High-tech security sensors are coming to Osbourn High School in Manassas.
The city’s School Board voted last week to award a four-year, $435,735.39 contract to New Jersey-based Alliance Technology Group for security sensors to be placed at the building’s main entrance and one side entrance.
Division administrators have said the move is proactive and not in response to any specific incidents. There was a September incident at the school in which word spread that a gun was on campus, causing some teachers and students to enter into a self-imposed lockdown. Ultimately, no gun was recovered and whether there was a gun involved remains unclear.
According to Alliance and the school system, the sensors are far from rudimentary metal detectors. Called “Evolv Express” security lanes, the system doesn’t require that pockets be emptied or bags be opened, though school system staff have said that students may need to remove their laptops. In a presentation to the board, an Alliance representative described the “touchless” system in which students don’t need to slow down or pause while going through the security lanes.
With over 2,300 students enrolled – the vast majority of whom enter the building within a roughly 15-minute period – speed factored into the decision-making process, school system Finance and Operations Director Andy Hawkins told the School Board at a previous board meeting.
“This is not a metal detector. We’re trying to move as many students through, we have to get over 2,000 kids in 15 minutes … This is the least intrusive thing that we could move these students in,” Hawkins told the School Board.
If the sensors get a hit, a student would go to a table where school staff would check for the reason. The sensitivity of the sensors can be adjusted, according to Alliance, which says the system uses artificial intelligence and “comprehensive venue analytics.”
The vote to approve the contract was 6-1, with only School Board Member Robyn Williams voting against the resolution. Superintendent Kevin Newman said the aim is for the school system to try the sensors out at Osbourn “to see how it goes” before possibly bringing them into Metz Middle School and the division’s intermediate schools.
Two teachers spoke during the meeting’s public comment period last week, with one in favor of the sensors and another against.
“An airport and an historical site and a museum, they’re not schools. The places here are predicated on the concern of the unknown, that these transient adults could be anyone with any plans and we don’t know any of it. But that’s not a school,” one teacher said. “If anything, we should know every kid, every child who walks through that door. We’re not afraid of these people coming and going, we’re seeing the same kids every day. If anything, our solution should be getting to know them even better, to prevent and unravel these reasons why they might get angry in the first place. We can do that with them, they’re children.”
But board members said the sensors weren’t meant to indicate that Osbourn was dangerous or as “an indictment” of the students. Instead, they would be an additional layer of preventative security.
“I don’t think there’s any one thing that will solve all problems,” said School Board member Lisa Stevens. “I think we need layers in place, and it requires a team effort with everyone on board, all hands on deck.”

(1) comment
It's a different school district, but the high school that really needs these sensors is Potomac High School in Woodbridge. Many kids illegally carry guns there.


▸ **Task statement**: For each record, copy the text exactly and omit any picture it holds.

*** Opening of Records for this task ***

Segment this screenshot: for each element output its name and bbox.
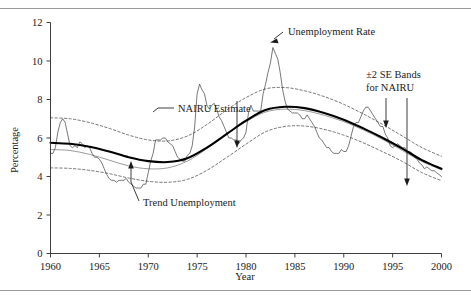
se-band-lower [51, 126, 442, 183]
se-bands-group [51, 87, 442, 182]
y-tick-label: 4 [37, 171, 43, 182]
x-tick-label: 1965 [89, 261, 110, 272]
y-axis-title: Percentage [9, 127, 20, 173]
nairu-estimate-path [51, 107, 442, 169]
x-tick-labels: 196019651970197519801985199019952000 [40, 261, 452, 272]
chart-canvas: 024681012 196019651970197519801985199019… [0, 0, 471, 302]
x-tick-label: 1975 [187, 261, 208, 272]
leader-line-nairu [153, 108, 174, 112]
x-tick-label: 2000 [431, 261, 452, 272]
leader-arrowhead-nairu [234, 141, 240, 149]
y-tick-labels: 024681012 [32, 17, 43, 259]
x-tick-label: 1990 [333, 261, 354, 272]
x-tick-label: 1970 [138, 261, 159, 272]
y-tick-label: 2 [37, 210, 42, 221]
y-tick-label: 10 [32, 56, 43, 67]
x-tick-label: 1985 [284, 261, 305, 272]
trend-unemployment-line [51, 109, 442, 170]
leader-arrowhead-bands-lower [404, 179, 410, 187]
y-axis-ticks [47, 23, 51, 254]
y-tick-label: 12 [32, 17, 43, 28]
x-tick-label: 1995 [382, 261, 403, 272]
y-tick-label: 0 [37, 248, 42, 259]
x-axis-title: Year [235, 271, 255, 282]
y-tick-label: 8 [37, 94, 42, 105]
trend-unemployment-path [51, 109, 442, 170]
annotation-nairu-estimate: NAIRU Estimate [178, 103, 251, 114]
annotation-unemployment-rate: Unemployment Rate [288, 26, 376, 37]
nairu-estimate-line [51, 107, 442, 169]
annotation-se-bands-line2: for NAIRU [366, 82, 415, 93]
leader-line-unemployment [274, 32, 283, 39]
leader-arrowhead-bands-upper [383, 121, 389, 129]
leader-arrowhead-trend [128, 161, 134, 169]
y-tick-label: 6 [37, 133, 42, 144]
x-axis-ticks [51, 254, 442, 258]
figure-container: 024681012 196019651970197519801985199019… [0, 0, 471, 302]
annotation-leader-lines [128, 32, 410, 201]
annotation-se-bands-line1: ±2 SE Bands [366, 69, 421, 80]
x-tick-label: 1960 [40, 261, 61, 272]
axes-group [47, 23, 442, 258]
leader-line-trend [131, 182, 139, 201]
x-tick-label: 1980 [236, 261, 257, 272]
annotation-trend-unemployment: Trend Unemployment [143, 197, 236, 208]
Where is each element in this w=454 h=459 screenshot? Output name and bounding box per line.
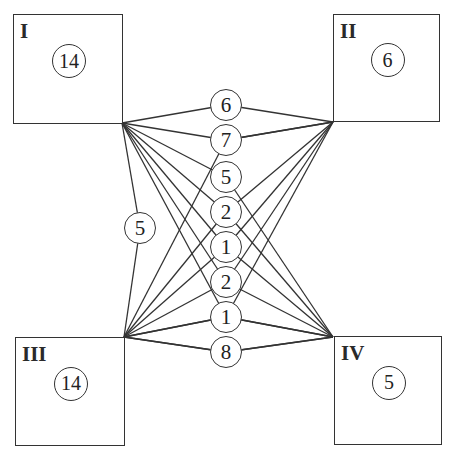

*** Close of Records for this task ***

▸ **Result below**:
Segment this screenshot: for each element output its name and bbox.
se-band-lower [51, 126, 442, 183]
se-bands-group [51, 87, 442, 182]
y-tick-label: 4 [37, 171, 43, 182]
x-tick-label: 1965 [89, 261, 110, 272]
y-axis-title: Percentage [9, 127, 20, 173]
nairu-estimate-path [51, 107, 442, 169]
x-tick-labels: 196019651970197519801985199019952000 [40, 261, 452, 272]
chart-canvas: 024681012 196019651970197519801985199019… [0, 0, 471, 302]
x-tick-label: 1975 [187, 261, 208, 272]
leader-line-nairu [153, 108, 174, 112]
x-tick-label: 2000 [431, 261, 452, 272]
leader-arrowhead-nairu [234, 141, 240, 149]
y-tick-labels: 024681012 [32, 17, 43, 259]
x-tick-label: 1990 [333, 261, 354, 272]
x-tick-label: 1970 [138, 261, 159, 272]
y-tick-label: 2 [37, 210, 42, 221]
y-tick-label: 10 [32, 56, 43, 67]
x-tick-label: 1985 [284, 261, 305, 272]
trend-unemployment-line [51, 109, 442, 170]
leader-arrowhead-bands-lower [404, 179, 410, 187]
y-axis-ticks [47, 23, 51, 254]
y-tick-label: 12 [32, 17, 43, 28]
x-tick-label: 1995 [382, 261, 403, 272]
y-tick-label: 0 [37, 248, 42, 259]
x-axis-title: Year [235, 271, 255, 282]
y-tick-label: 8 [37, 94, 42, 105]
trend-unemployment-path [51, 109, 442, 170]
annotation-nairu-estimate: NAIRU Estimate [178, 103, 251, 114]
annotation-unemployment-rate: Unemployment Rate [288, 26, 376, 37]
nairu-estimate-line [51, 107, 442, 169]
annotation-se-bands-line2: for NAIRU [366, 82, 415, 93]
leader-line-unemployment [274, 32, 283, 39]
leader-arrowhead-bands-upper [383, 121, 389, 129]
leader-arrowhead-trend [128, 161, 134, 169]
y-tick-label: 6 [37, 133, 42, 144]
x-axis-ticks [51, 254, 442, 258]
figure-container: 024681012 196019651970197519801985199019… [0, 0, 471, 302]
annotation-leader-lines [128, 32, 410, 201]
annotation-se-bands-line1: ±2 SE Bands [366, 69, 421, 80]
x-tick-label: 1960 [40, 261, 61, 272]
axes-group [47, 23, 442, 258]
leader-line-trend [131, 182, 139, 201]
x-tick-label: 1980 [236, 261, 257, 272]
annotation-trend-unemployment: Trend Unemployment [143, 197, 236, 208]
Where is each element in this w=454 h=459 screenshot? Output name and bounding box per line.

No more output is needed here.